Page 4 of Once a Hero

And yet, in all that time, Jake never could get up close and personal with Molyneux until that day in the boat.

Even before he had recovered from his wounds, Jake received the news about his suspension based on entirely frivolous reasons, including turning renegade and arranging a meeting with an informant without proper backups.

Jake supposed that made it all better and hid the fact that Molyneux’s people could stab his neck with a needle under the noses of all the FBI agents in the coffee shop that day.

Someday he’d have enough evidence to get his paycheck back.

Meanwhile, he had to keep working on taking down Molyneux, even if the entire Bureau had given up on her. Jake was thankful that when the FBI door slammed in his face, that God opened another door for him.

Helen said that Earl and Hugo were her most trusted investigators at Hu Knows, Inc. Hugo was still in Brussels and on another case. Earl had gone to Athens, Greece, for a company meeting with Helen Hu, who hadn’t left Europe since her marriage to Reuben Costa.

Since Earl was taking their corporate jet back to Savannah, Helen had suggested that Jake fly home with him. Halfway over the Atlantic, Earl asked to be on the project. The airplane refueled in Atlanta, and off the duo went across the country.

Jake welcomed Earl’s help. After all, he needed all the assistance he could get without involving any of his friends still in the Bureau.

Yes, he knew about the FBI mole. However, he didn’t think it was going affect this situation.

Would it?

Chapter Two

Beatrice Glynn blamed jet lag for keeping her awake at three in the morning on the west coast—six in the morning in Charleston, where she would have been just waking up to the first cup of coffee that her brother made for her every morning whenever she went to see him.

Instead here she was, waiting for the Ghost of Christmas Past to appear at the next table in the uncrowded brand new twenty-four-hour café overlooking San Francisco Bay.

Beatrice wondered how her brother was doing these couple of days she had been away, flying back and forth between Europe and North America. He had told her never to call whenever she was out and about, hunting for treasures connected to the Amber Room.

Her brother was even more paranoid than she.

Yeah, Benjamin was just as paranoid as Dad when he had been alive. Dad would still be alive had Molyneux not killed him a few years after Dad obtained asylum in the United States and ended up in the witness protection program as a single father of two kids.

Beatrice was eight years old when Dad died without a body to bury.

She found out later that Dad hadn’t been a hero she had thought he was. While nurturing a career as a treasure hunter, in reality Dad was a thief and a partner in crime of Molyneux. Of course, it was all hearsay.

Truth be told, Beatrice hardly remembered the lost years. She was only five years old when she was whisked to the USA and told they would have new names. No longer the Wright family, they would henceforth be the Glynn family. Benjamin was ten, and his story about the event grew more intense and sinister over the years.

I can’t blame him.

Beatrice suspected that if she had been ten years old watching her own father be executed, she could be traumatized the rest of her life too. In spite of their loving foster parents, the emotional trauma would remain.

No wonder Benjamin was a recluse now and hadn’t left the house for as long as Beatrice could remember. He worked from home, had groceries delivered to him, and stayed away from public.

As for Beatrice, she had taken the opposite direction. Whether she favored her father or a mother she never knew was beside the matter. The point was that she realized she couldn’t be hiding away in a mansion, however nice it was, forever.

Someone had to bring the fight back to Molyneux.

Both she and her brother lived with the fact that any day now, Molyneux would come after them to finish the job she started thirty years prior.

And when she came, Beatrice would be waiting for her.

In fact, rather than let Molyneux find her way to the Glynn siblings, Beatrice was determined to set a trap for the queen rat.

And it had everything to do with the Amber Room.

Ever since she graduated with a doctorate degree in history, with concentration in World War II, Beatrice had set her mind on a race to find the remaining panels of the lost Amber Room before Molyneux did. Then she could dangle the artifact in front of the terrorist and somehow deliver him to the authorities.

How exactly would she do that last part?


DESCRIPTION OF THE TASK. How many lines in the data below contain the string "term"? Answer with the number only.

(Dataset records on visual material)

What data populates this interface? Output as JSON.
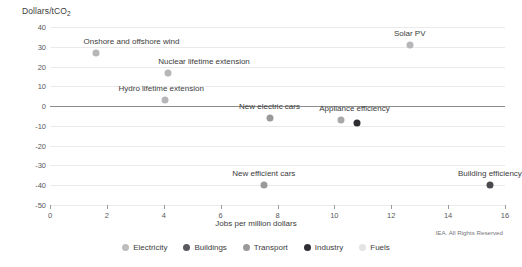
{
  "chart_data": {
    "type": "scatter",
    "title": "",
    "ylabel": "Dollars/tCO",
    "ylabel_sub": "2",
    "xlabel": "Jobs per million dollars",
    "xlim": [
      0,
      16
    ],
    "ylim": [
      -50,
      40
    ],
    "xticks": [
      0,
      2,
      4,
      6,
      8,
      10,
      12,
      14,
      16
    ],
    "yticks": [
      40,
      30,
      20,
      10,
      0,
      -10,
      -20,
      -30,
      -40,
      -50
    ],
    "grid": true,
    "legend_position": "bottom",
    "points": [
      {
        "label": "Onshore and offshore wind",
        "x": 1.6,
        "y": 27,
        "category": "Electricity",
        "color": "#b6b6b8",
        "label_dx": 36,
        "label_dy": -7
      },
      {
        "label": "Nuclear lifetime extension",
        "x": 4.15,
        "y": 16.5,
        "category": "Electricity",
        "color": "#b6b6b8",
        "label_dx": 36,
        "label_dy": -7
      },
      {
        "label": "Hydro lifetime extension",
        "x": 4.05,
        "y": 3,
        "category": "Electricity",
        "color": "#b6b6b8",
        "label_dx": -4,
        "label_dy": -7
      },
      {
        "label": "Solar PV",
        "x": 12.65,
        "y": 31,
        "category": "Electricity",
        "color": "#b6b6b8",
        "label_dx": 0,
        "label_dy": -7
      },
      {
        "label": "New electric cars",
        "x": 7.72,
        "y": -6,
        "category": "Transport",
        "color": "#9a9a9c",
        "label_dx": 0,
        "label_dy": -7
      },
      {
        "label": "Appliance efficiency",
        "x": 10.25,
        "y": -7,
        "category": "Electricity",
        "color": "#a8a8aa",
        "label_dx": 13,
        "label_dy": -7
      },
      {
        "label": "",
        "x": 10.8,
        "y": -8.5,
        "category": "Industry",
        "color": "#2f2f33",
        "label_dx": 0,
        "label_dy": -7
      },
      {
        "label": "New efficient cars",
        "x": 7.52,
        "y": -40,
        "category": "Transport",
        "color": "#9a9a9c",
        "label_dx": 0,
        "label_dy": -7
      },
      {
        "label": "Building efficiency",
        "x": 15.47,
        "y": -40,
        "category": "Buildings",
        "color": "#4a4a4e",
        "label_dx": 0,
        "label_dy": -7
      }
    ],
    "legend": [
      {
        "label": "Electricity",
        "color": "#bdbdbf"
      },
      {
        "label": "Buildings",
        "color": "#5a5a5e"
      },
      {
        "label": "Transport",
        "color": "#9a9a9c"
      },
      {
        "label": "Industry",
        "color": "#2f2f33"
      },
      {
        "label": "Fuels",
        "color": "#e4e4e6"
      }
    ]
  },
  "footer": {
    "copyright": "IEA. All Rights Reserved"
  }
}
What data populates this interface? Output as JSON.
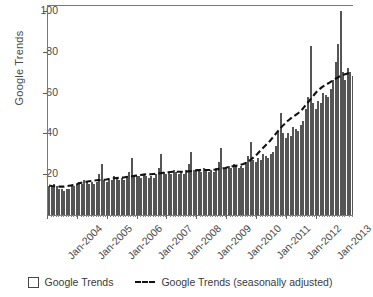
{
  "chart_data": {
    "type": "bar",
    "title": "",
    "xlabel": "",
    "ylabel": "Google Trends",
    "ylim": [
      0,
      103
    ],
    "yticks": [
      20,
      40,
      60,
      80,
      100
    ],
    "xticks": [
      "Jan-2004",
      "Jan-2005",
      "Jan-2006",
      "Jan-2007",
      "Jan-2008",
      "Jan-2009",
      "Jan-2010",
      "Jan-2011",
      "Jan-2012",
      "Jan-2013"
    ],
    "grid": false,
    "legend_position": "bottom",
    "x_start": "Jan-2004",
    "x_end": "Jun-2013",
    "series": [
      {
        "name": "Google Trends",
        "render": "bar",
        "values": [
          14,
          14,
          15,
          14,
          13,
          13,
          12,
          13,
          13,
          14,
          14,
          15,
          16,
          15,
          17,
          16,
          15,
          16,
          15,
          16,
          20,
          25,
          17,
          16,
          17,
          17,
          19,
          18,
          17,
          18,
          17,
          19,
          21,
          28,
          19,
          19,
          19,
          18,
          20,
          19,
          18,
          19,
          18,
          20,
          23,
          30,
          21,
          20,
          21,
          20,
          22,
          21,
          20,
          21,
          20,
          22,
          25,
          31,
          22,
          22,
          22,
          21,
          23,
          22,
          21,
          22,
          21,
          23,
          26,
          33,
          23,
          23,
          24,
          23,
          25,
          24,
          23,
          24,
          23,
          26,
          29,
          36,
          27,
          26,
          28,
          27,
          30,
          29,
          28,
          30,
          31,
          34,
          41,
          50,
          40,
          38,
          40,
          39,
          43,
          42,
          41,
          44,
          46,
          52,
          58,
          83,
          55,
          52,
          56,
          55,
          60,
          59,
          58,
          62,
          66,
          75,
          84,
          100,
          70,
          66,
          72,
          70,
          68
        ]
      },
      {
        "name": "Google Trends (seasonally adjusted)",
        "render": "dashed-line",
        "values": [
          14.5,
          14.3,
          14.2,
          14.1,
          14.0,
          14.0,
          14.0,
          14.2,
          14.4,
          14.6,
          14.9,
          15.2,
          15.6,
          15.9,
          16.2,
          16.4,
          16.6,
          16.8,
          17.0,
          17.1,
          17.2,
          17.3,
          17.4,
          17.5,
          17.7,
          17.9,
          18.1,
          18.2,
          18.3,
          18.4,
          18.5,
          18.7,
          18.9,
          19.0,
          19.2,
          19.4,
          19.6,
          19.7,
          19.9,
          20.0,
          20.0,
          20.1,
          20.2,
          20.3,
          20.5,
          20.6,
          20.8,
          21.0,
          21.1,
          21.2,
          21.3,
          21.3,
          21.3,
          21.3,
          21.3,
          21.4,
          21.5,
          21.6,
          21.8,
          22.0,
          22.1,
          22.1,
          22.2,
          22.2,
          22.2,
          22.2,
          22.3,
          22.4,
          22.6,
          22.8,
          23.0,
          23.2,
          23.5,
          23.7,
          24.0,
          24.2,
          24.4,
          24.7,
          25.0,
          25.5,
          26.2,
          27.0,
          28.0,
          29.0,
          30.2,
          31.5,
          32.8,
          34.0,
          35.2,
          36.5,
          38.0,
          39.5,
          41.0,
          42.5,
          43.8,
          45.0,
          46.2,
          47.2,
          48.2,
          49.0,
          49.8,
          50.8,
          52.0,
          53.5,
          55.0,
          56.5,
          58.0,
          59.5,
          61.0,
          62.0,
          63.0,
          63.8,
          64.5,
          65.2,
          66.0,
          66.8,
          67.5,
          68.2,
          68.8,
          69.2,
          69.6,
          70.0,
          70.3
        ]
      }
    ]
  },
  "legend": {
    "bars_label": "Google Trends",
    "line_label": "Google Trends (seasonally adjusted)"
  }
}
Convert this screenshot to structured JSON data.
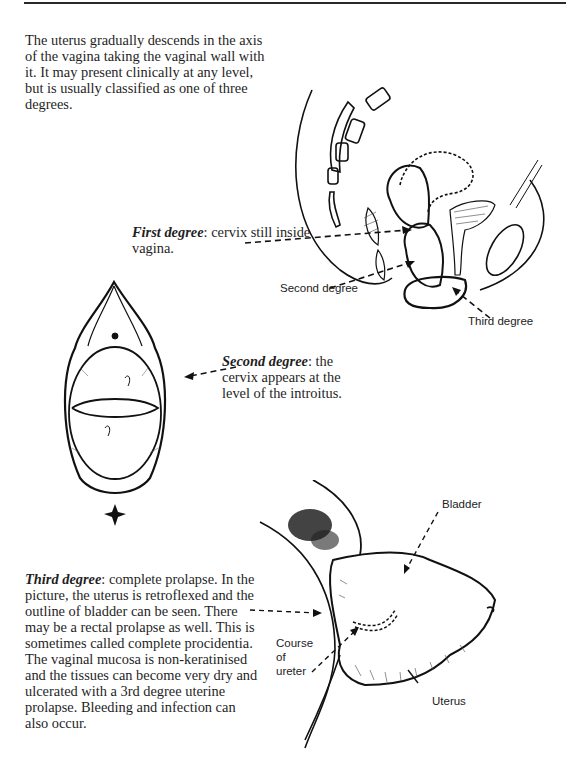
{
  "page": {
    "intro_text": "The uterus gradually descends in the axis of the vagina taking the vaginal wall with it. It may present clinically at any level, but is usually classified as one of three degrees.",
    "first_degree": {
      "term": "First degree",
      "description": ": cervix still inside vagina."
    },
    "second_degree": {
      "term": "Second degree",
      "description": ": the cervix appears at the level of the introitus."
    },
    "third_degree": {
      "term": "Third degree",
      "description": ": complete prolapse. In the picture, the uterus is retroflexed and the outline of bladder can be seen. There may be a rectal prolapse as well. This is sometimes called complete procidentia. The vaginal mucosa is non-keratinised and the tissues can become very dry and ulcerated with a 3rd degree uterine prolapse. Bleeding and infection can also occur."
    }
  },
  "figures": {
    "sagittal_diagram": {
      "labels": {
        "second_degree": "Second degree",
        "third_degree": "Third degree"
      }
    },
    "introitus_view": {},
    "procidentia_view": {
      "labels": {
        "bladder": "Bladder",
        "course_of_ureter_line1": "Course",
        "course_of_ureter_line2": "of",
        "course_of_ureter_line3": "ureter",
        "uterus": "Uterus"
      }
    }
  },
  "colors": {
    "ink": "#1a1a1a",
    "rule": "#2a2a2a",
    "background": "#ffffff"
  }
}
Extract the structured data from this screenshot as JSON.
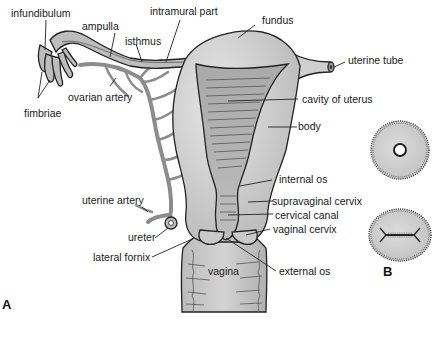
{
  "figure": {
    "panels": [
      "A",
      "B"
    ],
    "colors": {
      "tissue_light": "#d9d9d9",
      "tissue_mid": "#c4c4c4",
      "tissue_dark": "#a8a8a8",
      "artery": "#8c8c8c",
      "outline": "#222222"
    }
  },
  "labels": {
    "infundibulum": "infundibulum",
    "ampulla": "ampulla",
    "intramural_part": "intramural part",
    "fundus": "fundus",
    "isthmus": "isthmus",
    "uterine_tube": "uterine tube",
    "ovarian_artery": "ovarian artery",
    "fimbriae": "fimbriae",
    "cavity_of_uterus": "cavity of uterus",
    "body": "body",
    "internal_os": "internal os",
    "uterine_artery": "uterine artery",
    "supravaginal_cervix": "supravaginal cervix",
    "cervical_canal": "cervical canal",
    "ureter": "ureter",
    "vaginal_cervix": "vaginal cervix",
    "lateral_fornix": "lateral fornix",
    "vagina": "vagina",
    "external_os": "external os"
  },
  "panel_labels": {
    "a": "A",
    "b": "B"
  }
}
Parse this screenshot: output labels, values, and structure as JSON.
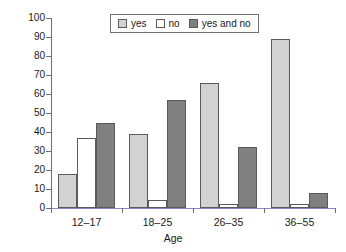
{
  "chart_data": {
    "type": "bar",
    "title": "",
    "xlabel": "Age",
    "ylabel": "Percentage",
    "categories": [
      "12–17",
      "18–25",
      "26–35",
      "36–55"
    ],
    "series": [
      {
        "name": "yes",
        "values": [
          18,
          39,
          66,
          89
        ],
        "color": "#d2d2d2"
      },
      {
        "name": "no",
        "values": [
          37,
          4,
          2,
          2
        ],
        "color": "#ffffff"
      },
      {
        "name": "yes and no",
        "values": [
          45,
          57,
          32,
          8
        ],
        "color": "#808080"
      }
    ],
    "ylim": [
      0,
      100
    ],
    "yticks": [
      0,
      10,
      20,
      30,
      40,
      50,
      60,
      70,
      80,
      90,
      100
    ],
    "ytick_labels": [
      "0",
      "10",
      "20",
      "30",
      "40",
      "50",
      "60",
      "70",
      "80",
      "90",
      "100"
    ],
    "grid": false,
    "legend_position": "top-center"
  },
  "legend": {
    "entries": [
      {
        "label": "yes"
      },
      {
        "label": "no"
      },
      {
        "label": "yes and no"
      }
    ]
  },
  "axes": {
    "y_title": "Percentage",
    "x_title": "Age"
  }
}
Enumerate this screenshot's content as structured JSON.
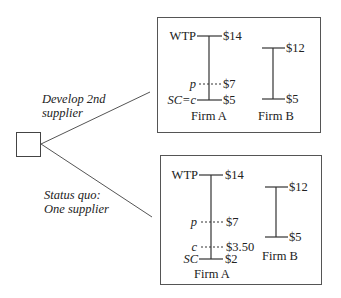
{
  "decision_node": {
    "shape": "square"
  },
  "branches": [
    {
      "label_line1": "Develop 2nd",
      "label_line2": "supplier"
    },
    {
      "label_line1": "Status quo:",
      "label_line2": "One supplier"
    }
  ],
  "scenarios": [
    {
      "name": "develop-2nd-supplier",
      "firm_a": {
        "label": "Firm A",
        "wtp_label": "WTP",
        "wtp_value": "$14",
        "p_label": "p",
        "p_value": "$7",
        "sc_label": "SC=c",
        "sc_value": "$5"
      },
      "firm_b": {
        "label": "Firm B",
        "top_value": "$12",
        "bottom_value": "$5"
      }
    },
    {
      "name": "status-quo",
      "firm_a": {
        "label": "Firm A",
        "wtp_label": "WTP",
        "wtp_value": "$14",
        "p_label": "p",
        "p_value": "$7",
        "c_label": "c",
        "c_value": "$3.50",
        "sc_label": "SC",
        "sc_value": "$2"
      },
      "firm_b": {
        "label": "Firm B",
        "top_value": "$12",
        "bottom_value": "$5"
      }
    }
  ],
  "colors": {
    "line": "#333333",
    "box": "#555555"
  }
}
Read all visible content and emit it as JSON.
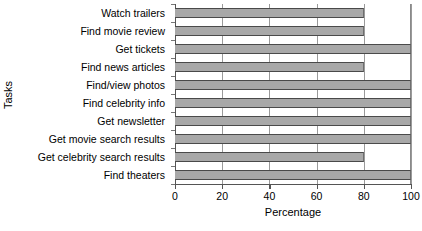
{
  "chart_data": {
    "type": "bar",
    "orientation": "horizontal",
    "title": "",
    "xlabel": "Percentage",
    "ylabel": "Tasks",
    "categories": [
      "Watch trailers",
      "Find movie review",
      "Get tickets",
      "Find news articles",
      "Find/view photos",
      "Find celebrity info",
      "Get newsletter",
      "Get movie search results",
      "Get celebrity search results",
      "Find theaters"
    ],
    "values": [
      80,
      80,
      100,
      80,
      100,
      100,
      100,
      100,
      80,
      100
    ],
    "xlim": [
      0,
      100
    ],
    "xticks": [
      0,
      20,
      40,
      60,
      80,
      100
    ],
    "xtick_labels": [
      "0",
      "20",
      "40",
      "60",
      "80",
      "100"
    ],
    "grid": true,
    "grid_axis": "x",
    "legend": null,
    "bar_color": "#a8a8a8",
    "bar_edge_color": "#4a4a4a",
    "axis_color": "#555555",
    "gridline_color": "#9a9a9a",
    "background_color": "#ffffff"
  }
}
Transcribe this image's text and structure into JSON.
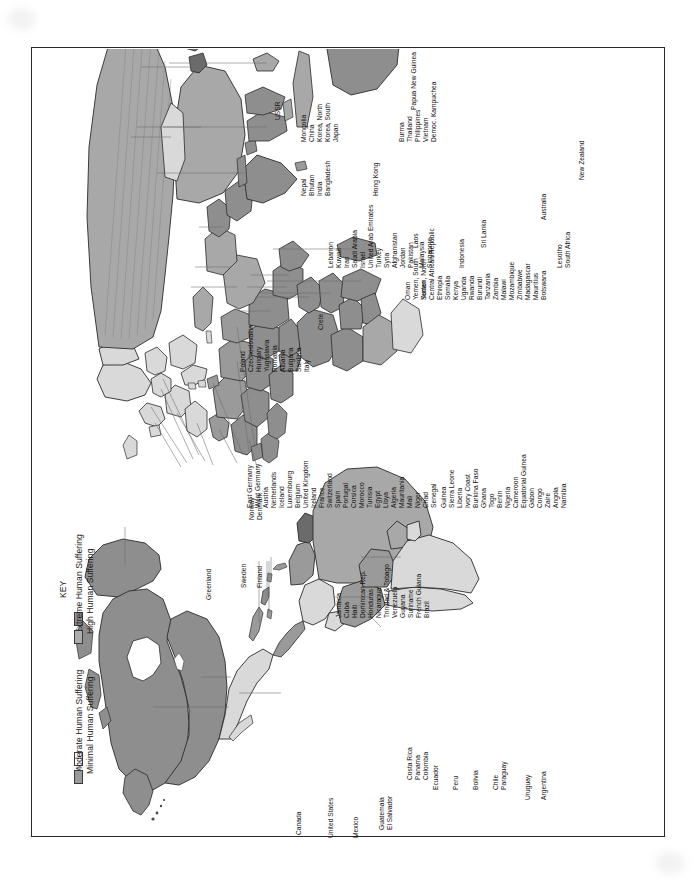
{
  "page": {
    "orientation": "landscape-rotated-90",
    "background": "#ffffff",
    "border_color": "#2a2a2a"
  },
  "legend": {
    "title": "KEY",
    "items": [
      {
        "label": "Extreme Human Suffering",
        "color": "#8e8e8e",
        "swatch": "extreme"
      },
      {
        "label": "High Human Suffering",
        "color": "#adadad",
        "swatch": "high"
      },
      {
        "label": "Moderate Human Suffering",
        "color": "#ffffff",
        "swatch": "moderate"
      },
      {
        "label": "Minimal Human Suffering",
        "color": "#9a9a9a",
        "swatch": "minimal"
      },
      {
        "label": "No Data",
        "color": "#6b6b6b",
        "swatch": "nodata"
      }
    ]
  },
  "map": {
    "ocean_color": "#ffffff",
    "outline_color": "#2b2b2b",
    "fills": {
      "extreme": "#8e8e8e",
      "high": "#a8a8a8",
      "moderate": "#ffffff",
      "minimal": "#9a9a9a",
      "nodata": "#6b6b6b",
      "light": "#d9d9d9"
    },
    "labels_north_america": [
      "Canada",
      "United States",
      "Greenland",
      "Mexico"
    ],
    "labels_caribbean_central_america": [
      "Jamaica",
      "Cuba",
      "Haiti",
      "Dominican Rep.",
      "Honduras",
      "Nicaragua",
      "Trinidad & Tobago",
      "Venezuela",
      "Guyana",
      "Suriname",
      "French Guiana",
      "Brazil",
      "Guatemala",
      "El Salvador",
      "Costa Rica",
      "Panama",
      "Colombia"
    ],
    "labels_south_america": [
      "Ecuador",
      "Peru",
      "Bolivia",
      "Chile",
      "Paraguay",
      "Uruguay",
      "Argentina"
    ],
    "labels_europe": [
      "Sweden",
      "Finland",
      "Norway",
      "Denmark",
      "East Germany",
      "West Germany",
      "Austria",
      "Netherlands",
      "Iceland",
      "Luxembourg",
      "Belgium",
      "United Kingdom",
      "Ireland",
      "France",
      "Switzerland",
      "Spain",
      "Portugal",
      "Corsica",
      "Poland",
      "Czechoslovakia",
      "Hungary",
      "Yugoslavia",
      "Romania",
      "Albania",
      "Bulgaria",
      "Sardinia",
      "Italy",
      "Crete",
      "USSR"
    ],
    "labels_north_africa": [
      "Morocco",
      "Tunisia",
      "Egypt",
      "Libya",
      "Algeria",
      "Mauritania",
      "Mali",
      "Niger",
      "Chad",
      "Senegal"
    ],
    "labels_west_central_africa": [
      "Guinea",
      "Sierra Leone",
      "Liberia",
      "Ivory Coast",
      "Burkina Faso",
      "Ghana",
      "Togo",
      "Benin",
      "Nigeria",
      "Cameroon",
      "Equatorial Guinea",
      "Gabon",
      "Congo",
      "Zaire",
      "Angola",
      "Namibia"
    ],
    "labels_east_southern_africa": [
      "Sudan",
      "Central African Republic",
      "Ethiopia",
      "Somalia",
      "Kenya",
      "Uganda",
      "Rwanda",
      "Burundi",
      "Tanzania",
      "Zambia",
      "Malawi",
      "Mozambique",
      "Zimbabwe",
      "Madagascar",
      "Mauritius",
      "Botswana",
      "Lesotho",
      "South Africa"
    ],
    "labels_middle_east": [
      "Kuwait",
      "Iran",
      "Saudi Arabia",
      "Israel",
      "United Arab Emirates",
      "Turkey",
      "Syria",
      "Afghanistan",
      "Jordan",
      "Pakistan",
      "Lebanon",
      "Oman",
      "Yemen, South",
      "Yemen, North"
    ],
    "labels_asia": [
      "Mongolia",
      "China",
      "Korea, North",
      "Korea, South",
      "Japan",
      "Nepal",
      "Bhutan",
      "India",
      "Bangladesh",
      "Hong Kong",
      "Burma",
      "Thailand",
      "Philippines",
      "Vietnam",
      "Democ. Kampuchea",
      "Laos",
      "Sri Lanka",
      "Malaysia",
      "Singapore",
      "Indonesia"
    ],
    "labels_oceania": [
      "Papua New Guinea",
      "Australia",
      "New Zealand"
    ]
  }
}
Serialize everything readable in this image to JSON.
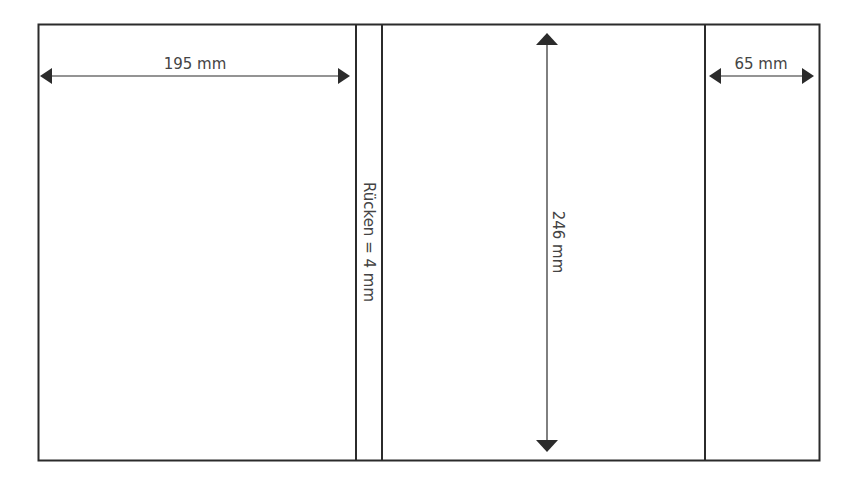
{
  "diagram": {
    "type": "book-cover-layout",
    "panels": [
      {
        "name": "back-cover",
        "width_label": "195 mm"
      },
      {
        "name": "spine",
        "label": "Rücken = 4 mm"
      },
      {
        "name": "front-cover",
        "height_label": "246 mm"
      },
      {
        "name": "flap",
        "width_label": "65 mm"
      }
    ],
    "colors": {
      "line": "#2b2b2b",
      "text": "#444444",
      "background": "#ffffff"
    }
  }
}
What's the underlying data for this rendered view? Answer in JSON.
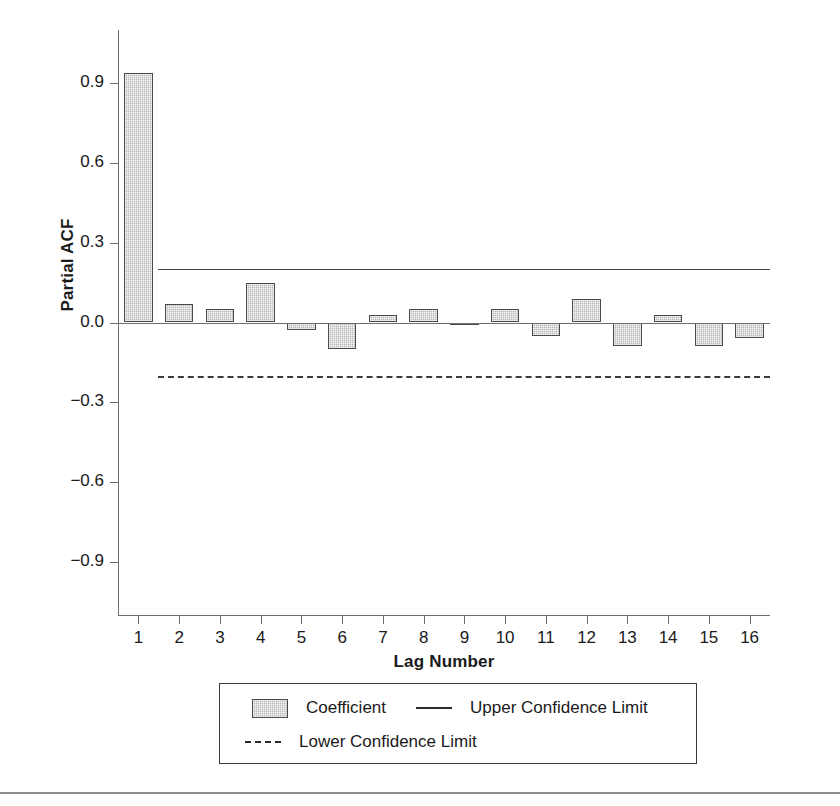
{
  "chart_data": {
    "type": "bar",
    "title": "",
    "xlabel": "Lag Number",
    "ylabel": "Partial ACF",
    "categories": [
      1,
      2,
      3,
      4,
      5,
      6,
      7,
      8,
      9,
      10,
      11,
      12,
      13,
      14,
      15,
      16
    ],
    "values": [
      0.94,
      0.07,
      0.05,
      0.15,
      -0.03,
      -0.1,
      0.03,
      0.05,
      -0.01,
      0.05,
      -0.05,
      0.09,
      -0.09,
      0.03,
      -0.09,
      -0.06
    ],
    "series": [
      {
        "name": "Coefficient",
        "values": [
          0.94,
          0.07,
          0.05,
          0.15,
          -0.03,
          -0.1,
          0.03,
          0.05,
          -0.01,
          0.05,
          -0.05,
          0.09,
          -0.09,
          0.03,
          -0.09,
          -0.06
        ]
      }
    ],
    "reference_lines": [
      {
        "name": "Upper Confidence Limit",
        "value": 0.2,
        "style": "solid"
      },
      {
        "name": "Lower Confidence Limit",
        "value": -0.2,
        "style": "dashed"
      }
    ],
    "ylim": [
      -1.1,
      1.1
    ],
    "yticks": [
      0.9,
      0.6,
      0.3,
      0.0,
      -0.3,
      -0.6,
      -0.9
    ],
    "ytick_labels": [
      "0.9",
      "0.6",
      "0.3",
      "0.0",
      "−0.3",
      "−0.6",
      "−0.9"
    ],
    "xtick_labels": [
      "1",
      "2",
      "3",
      "4",
      "5",
      "6",
      "7",
      "8",
      "9",
      "10",
      "11",
      "12",
      "13",
      "14",
      "15",
      "16"
    ],
    "grid": false,
    "legend_position": "bottom",
    "bar_fill_color": "#b8b8b8",
    "bar_edge_color": "#4a4a4a",
    "axis_color": "#6e6e6e"
  },
  "axes": {
    "y_title": "Partial ACF",
    "x_title": "Lag Number"
  },
  "legend": {
    "entries": [
      {
        "label": "Coefficient",
        "marker": "filled-square-swatch"
      },
      {
        "label": "Upper Confidence Limit",
        "marker": "solid-line-swatch"
      },
      {
        "label": "Lower Confidence Limit",
        "marker": "dashed-line-swatch"
      }
    ]
  }
}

EXERCISE RESPONSE. 3